Well a lot of this is just not true in relation to SAR costs in MRNP. Again, I worked for a number of years at Olympic and MRNP in emergency service roles, and have lots of friends in both parks as well as NOCA.
First, while the PNW parks did historically lean on the JBLM chinooks, even prior to 2012, I’d put the average at using the military at only 30% of aviation SAR operations (which are by far the least common type of SAR response), with the bulk of aviation operations going to Northwest Helicopters out of Tumwater during that time.
After the on-duty death of climbing ranger Nick Hall in 2012, NOCA and MR contracted a dedicated ship and invested heavily in short haul training, and using the military ships was heavily curtailed. Having a dedicated ship costs a shitload of money because it literally can’t be used for anything else to help the operator make money. The parks pay for it the entire time it’s on the ground so it’s ready to go at a moments notice.
Second, in the NPS, volunteer SAR groups typically are only called in on large long-duration searches. For direct response for injuries of hasty searches, those are done by paid staff. Why you ask?
There is a different expectation of response by the public in the Park lands vs in other public lands. Forest Service can get away with using county volunteer resources because of jurisdiction. Beyond the expectation, there is a legal reason as well. Most forest land falls under local jurisdiction (concurrent jurisdiction=fed and state share jurisdiction), whereas many parks (MR included) are exclusive federal jurisdiction (state has no juris on lands)
That means we couldn’t call the sheriff to manage a volly SAR team in MRNP because they wouldn’t have the correct legal ability to do really anything. Same goes for Crystal ski patrol. Could they help if called? Probably, given the correct MOU but it wouldn’t be appropriate to not have the Park in primary incident command.
So, when there is a SAR on NPS land, a ranger gets the callout, makes a decision on a search, if an incident is declared, a dispatcher comes on duty to maintain field communications, multiple park resources are called out.
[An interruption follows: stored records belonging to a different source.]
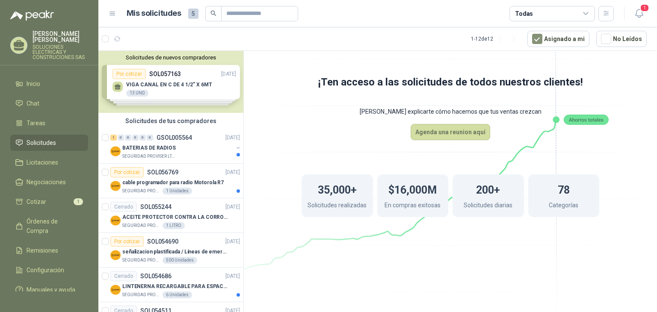 Image resolution: width=657 pixels, height=312 pixels. What do you see at coordinates (49, 290) in the screenshot?
I see `a: Manuales y ayuda` at bounding box center [49, 290]. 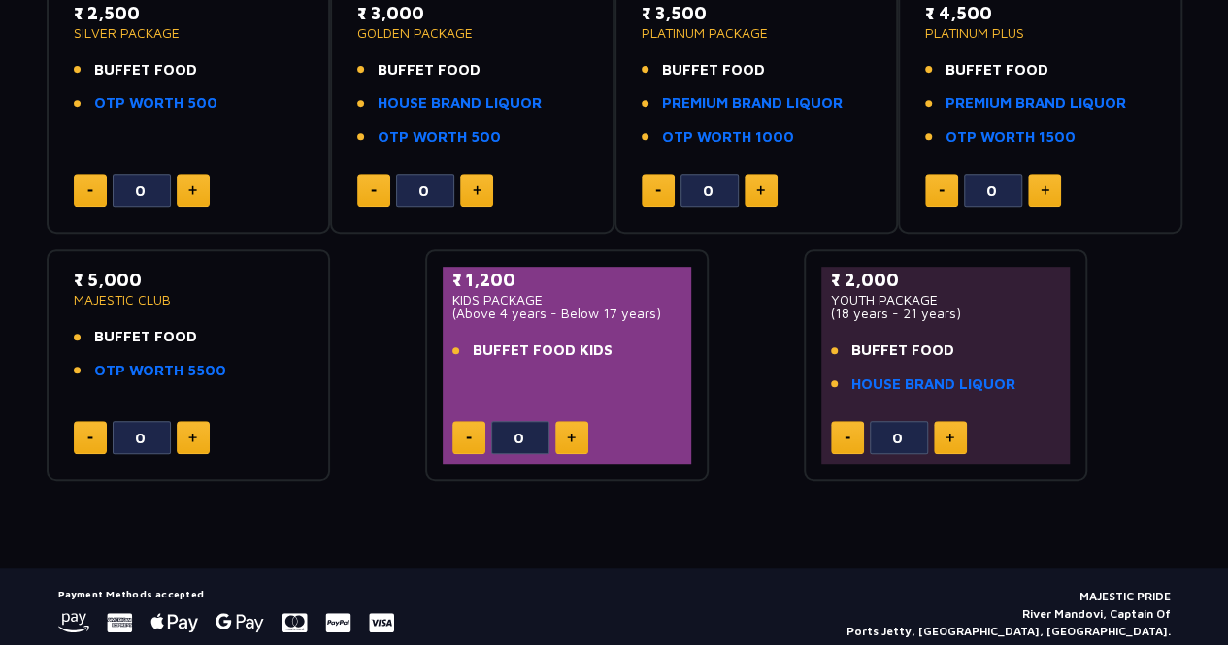 What do you see at coordinates (567, 313) in the screenshot?
I see `p: (Above 4 years - Below 17 years)` at bounding box center [567, 313].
All this is in addition to normal park operations, which means OT. If a ship flies, whether it’s a called out ship or the dedicated contract ship, it costs thousands and thousands of dollars because of the federal aviation requirements on ground staff, fuel trucks, etc. It all adds up. It’s not as simple as asking a county volly team to suit up.
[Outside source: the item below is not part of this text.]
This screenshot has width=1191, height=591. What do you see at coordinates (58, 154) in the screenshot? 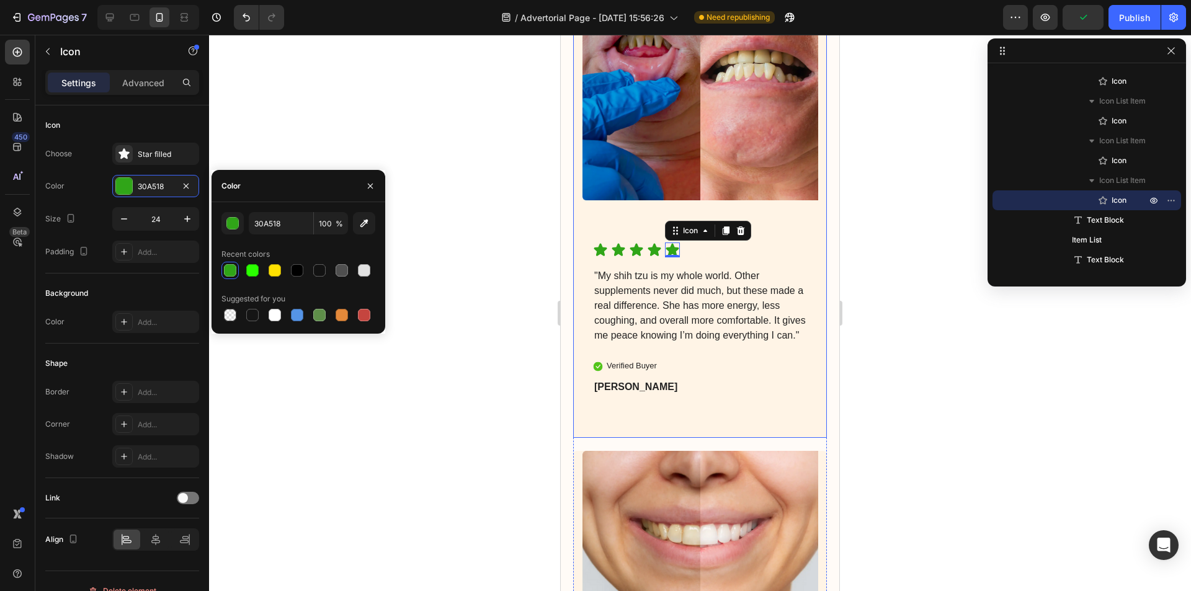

So, it does matter to MRNP in terms of money and ability to adequately protect the resource (their primary legislated responsibility) if an outside bordering entity is actively encouraging visitors to enter park lands. I’m not saying what they were trying to do in 1999 was great, I don’t know enough about it to speak to that, but it’s more complicated than most folks know about from a park management perspective.